When she came out he drew up his shoulders in distaste for a moment and pinched in his nostrils as he breathed. This’s a dirty place. Said it again, a judgment of some kind, not a passing observation on the concrete-rimmed hole in the ground over which she had balanced herself.

Well I feel better … anyway it’s cleaner than a seat where everyone’s been on the throne. Of course it’s easier for you guys, we women lack the appropriate attachment, I suppose there’s always the risk that I could have fallen in.

Come. We must take coffee.

He does not like this sort of claim by intimacy, this manner of talk doesn’t come well from a woman one makes love to. A woman who was not even considered to be for him.

She was not aware that she had offended his sensibilities but she once again took and squeezed his hand while they sat at a little tin table outside the shop and drank two small glass cups of coffee. I’m here, I’m here. We’re here.
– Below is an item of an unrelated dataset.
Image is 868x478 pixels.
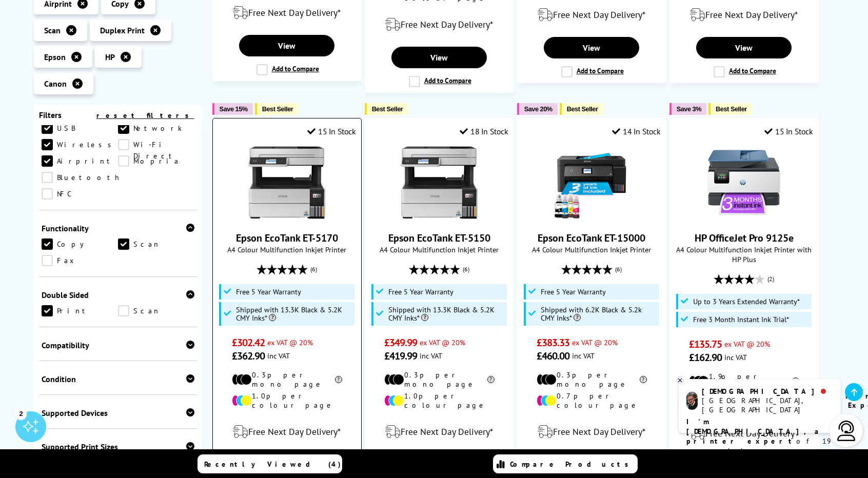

He sees that this — the first cup of coffee at the EL-AY Café, the love-making in her bed, the wild decision to come to this place, this country, from which she could not be dissuaded, even — yes — the marriage he then had no choice but to insist on — all this was another of the adventures she prided herself on being far enough from her father’s beautiful house always to be ready for. But how ready, now, for what is at the end of the bus ride.

Chapter 18

They had a bride for him. Of course. Since he was sixteen or seventeen years old there had been a girl marked out. Even before, perhaps; there was a little one all skinny elbows and knees who swung her plait among the children he played with and later she was recognizable, mournful-eyed to attract attention, in the group of girls past puberty. But that one would be out of the way, by now, he had been away too long — there had been refuges other than under the belly of a car, in other parts of the world where he was unwelcome. Girls are married off young in this place that the innocent, this foreign wife thrown against him by the swaying of the bus, called his home: home, you’re home! Her adventure wiped out, for her, the anguished weeks of effort to avoid being relegated to this return. But the lurch and retreat of her soft body against his brought a tenderness in irrelevant distraction, he liked plumpness in a woman, the flesh that takes in the sharp edges and splinters of a man’s fate. This Julie who was not for him had just the right amount of flesh for solace. There it was, a gentle weight every now and then, comforting against his side. He did not know what he was thinking; he did not want to think about whatever it was, lurching his mind this way and that, along with the efforts of the overloaded bus to stay on the road.

He had prepared them; or warned them. He was coming back and it was not as the successful son who had made a better life, the Western life of television version, bringing them a share of it in his pockets and in his person, but as a reject, with nothing but a wife — a foreign woman.